According to Lyotard: “art needs figures, the figural brings beauty to them.” That which Blithe Tragedy tries to bring about is actually an accumulation, an amalgam of different kinds of unstable, indecipherable elements, which possess the possibility to form new aesthetics; the spectator’s experience of “beauty” doesn’t come from the uniqueness of the figures, but from the un-externalizable meaning and sense of beauty which is released from the figural after its subversion. And, as for Ran Huang’s repeated expression of “indifference,” disparate materials are appropriately assembled; complex concepts and implicit historical clues, through the confluence of the figural and structure, are assembled into perceptible textures, whilst potentially extravagant symbols, fantasies, and merriments are carefully discarded, various powers are neutralized and distributed evenly across the flesh of the work. In a recent installation, titled The Weakness of Will, and the Fear of Society, this nervous charm, born of careful restrain, can also be perceived in the opposing and unstable coexistence of oil and water.
But in Ran Huang’s recent video Disruptive Desires, Tranquility and the Loss of Lucidity, the attachment to the figural and structure initiated in the last work doesn’t seem to have developed very far. Although on this occasion he attempts to resolve more pressing issues, he appears to have been hemmed in by the formulas of cinema itself: his increased proficiency at the manipulation of elements, and refinement of his craft, causes the power of the images themselves to occasionally rupture and recombine, then get stitched back together into something that complies with the often domineering aesthetic atmosphere of “cinema.” Talking to LEAP, Huang repeatedly emphasized his production of “unsafe” images, yet watching this film, the overriding feeling is that the excessively tight and precise sheen of the images brings about the kind of “virtuosity” of which Paolo Virno speaks; or, it could also be said that the ultimate pursuit of figures in the end doesn’t actually bring the transgressive to the figural, but instead ultimately brings about the images’ neglect and sanitization.

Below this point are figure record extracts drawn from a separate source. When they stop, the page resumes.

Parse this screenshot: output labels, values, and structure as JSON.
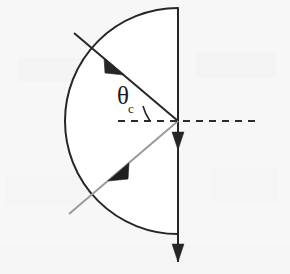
{
  "figure": {
    "background_color": "#f7f7f7",
    "width": 290,
    "height": 274,
    "labels": {
      "critical_angle_symbol": "θ",
      "critical_angle_subscript": "c"
    },
    "colors": {
      "stroke_dark": "#262626",
      "stroke_light": "#9a9a9a",
      "normal_dashed": "#2b2b2b",
      "background": "#f7f7f7"
    },
    "elements": [
      {
        "name": "semicircle-boundary",
        "type": "arc",
        "description": "Curved boundary of semicircular medium, flat face on the right",
        "center": [
          178,
          121
        ],
        "radius": 113,
        "start_point": [
          178,
          8
        ],
        "end_point": [
          178,
          234
        ],
        "color": "#262626",
        "stroke_width": 2
      },
      {
        "name": "flat-face-line",
        "type": "line",
        "description": "Vertical flat face of the semicircle with downward arrowheads",
        "from": [
          178,
          8
        ],
        "to": [
          178,
          262
        ],
        "color": "#262626",
        "stroke_width": 2,
        "arrowheads": [
          {
            "name": "flat-face-arrow-upper",
            "at": [
              178,
              146
            ],
            "direction": "down"
          },
          {
            "name": "flat-face-arrow-lower",
            "at": [
              178,
              258
            ],
            "direction": "down"
          }
        ]
      },
      {
        "name": "incident-ray",
        "type": "ray",
        "description": "Incoming ray from upper left striking the centre of the flat face",
        "from": [
          74,
          33
        ],
        "to": [
          178,
          121
        ],
        "color": "#262626",
        "stroke_width": 2,
        "arrowhead": {
          "name": "incident-ray-arrow",
          "at": [
            113,
            66
          ],
          "direction": "down-right"
        }
      },
      {
        "name": "refracted-ray",
        "type": "ray",
        "description": "Lighter ray leaving the centre toward the lower left",
        "from": [
          178,
          121
        ],
        "to": [
          69,
          214
        ],
        "color": "#9a9a9a",
        "stroke_width": 2,
        "arrowhead": {
          "name": "refracted-ray-arrow",
          "at": [
            118,
            172
          ],
          "direction": "down-left"
        }
      },
      {
        "name": "normal-dashed-line",
        "type": "dashed-line",
        "description": "Horizontal normal / reference line through the centre point",
        "from": [
          118,
          121
        ],
        "to": [
          258,
          121
        ],
        "color": "#2b2b2b",
        "stroke_width": 2,
        "dash_pattern": "7 6"
      },
      {
        "name": "angle-arc",
        "type": "arc",
        "description": "Small arc marking the critical angle between incident ray and normal",
        "center": [
          178,
          121
        ],
        "radius": 46,
        "color": "#262626",
        "stroke_width": 1.6
      },
      {
        "name": "critical-angle-label",
        "type": "text",
        "description": "Theta sub c label for the critical angle",
        "position": [
          117,
          83
        ]
      }
    ]
  }
}
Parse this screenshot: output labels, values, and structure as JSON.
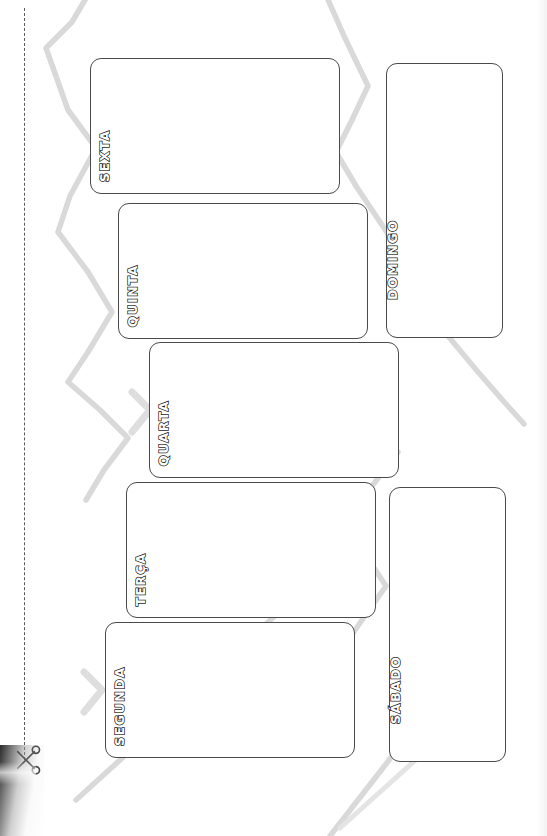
{
  "document": {
    "type": "weekly-planner-worksheet",
    "language": "pt-BR",
    "title": "MINHA SEMANA:",
    "orientation_note": "rotated-90-ccw"
  },
  "icons": {
    "scissors": "scissors-icon",
    "cut_line": "dashed-cut-line"
  },
  "colors": {
    "ink": "#1d1d1d",
    "card_border": "#4a4a4a",
    "decor_gray": "#d9d9d9",
    "paper": "#ffffff"
  },
  "days": [
    {
      "id": "segunda",
      "label": "SEGUNDA",
      "placeholder": "",
      "value": "",
      "rect": {
        "x": 105,
        "y": 622,
        "w": 250,
        "h": 136
      }
    },
    {
      "id": "terca",
      "label": "TERÇA",
      "placeholder": "",
      "value": "",
      "rect": {
        "x": 126,
        "y": 482,
        "w": 250,
        "h": 136
      }
    },
    {
      "id": "quarta",
      "label": "QUARTA",
      "placeholder": "",
      "value": "",
      "rect": {
        "x": 149,
        "y": 342,
        "w": 250,
        "h": 136
      }
    },
    {
      "id": "quinta",
      "label": "QUINTA",
      "placeholder": "",
      "value": "",
      "rect": {
        "x": 118,
        "y": 203,
        "w": 250,
        "h": 136
      }
    },
    {
      "id": "sexta",
      "label": "SEXTA",
      "placeholder": "",
      "value": "",
      "rect": {
        "x": 90,
        "y": 58,
        "w": 250,
        "h": 136
      }
    },
    {
      "id": "sabado",
      "label": "SÁBADO",
      "placeholder": "",
      "value": "",
      "rect": {
        "x": 389,
        "y": 487,
        "w": 117,
        "h": 275
      }
    },
    {
      "id": "domingo",
      "label": "DOMINGO",
      "placeholder": "",
      "value": "",
      "rect": {
        "x": 386,
        "y": 63,
        "w": 117,
        "h": 275
      }
    }
  ]
}
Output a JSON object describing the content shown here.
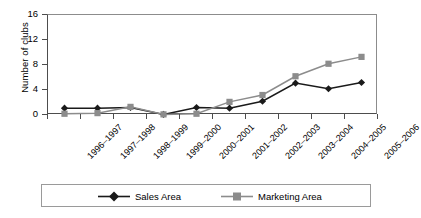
{
  "chart_data": {
    "type": "line",
    "title": "",
    "xlabel": "",
    "ylabel": "Number of clubs",
    "ylim": [
      0,
      16
    ],
    "yticks": [
      0,
      4,
      8,
      12,
      16
    ],
    "grid": false,
    "legend_position": "bottom",
    "categories": [
      "1996–1997",
      "1997–1998",
      "1998–1999",
      "1999–2000",
      "2000–2001",
      "2001–2002",
      "2002–2003",
      "2003–2004",
      "2004–2005",
      "2005–2006"
    ],
    "series": [
      {
        "name": "Sales Area",
        "color": "#1a1a1a",
        "marker": "diamond",
        "values": [
          1.1,
          1.1,
          1.2,
          0.1,
          1.2,
          1.1,
          2.2,
          5.1,
          4.2,
          5.2
        ]
      },
      {
        "name": "Marketing Area",
        "color": "#8c8c8c",
        "marker": "square",
        "values": [
          0.2,
          0.3,
          1.3,
          0.1,
          0.2,
          2.1,
          3.2,
          6.2,
          8.2,
          9.3
        ]
      }
    ]
  },
  "axes": {
    "y_title": "Number of clubs"
  },
  "legend": {
    "items": [
      {
        "label": "Sales Area"
      },
      {
        "label": "Marketing Area"
      }
    ]
  }
}
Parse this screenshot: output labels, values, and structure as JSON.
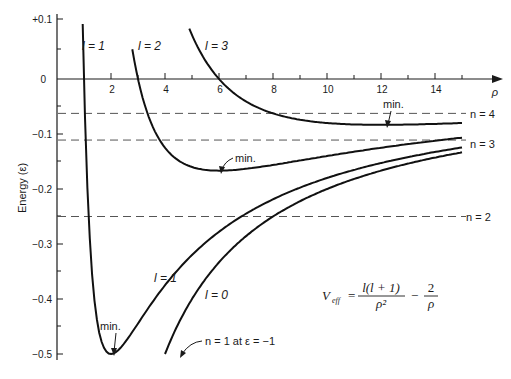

Naturally, as a young artist, it is remarkable that Huang has already begun to establish such stable, familiarizing traits. The tenacity of his professionalism and clear ability to make decisions and revisions can only fill one with hope for his future creations. But, at the same time, the hope must also be that fate and the vicissitudes of life can take him to places he would never have imagined, and ensure the continuing realization of his own potential.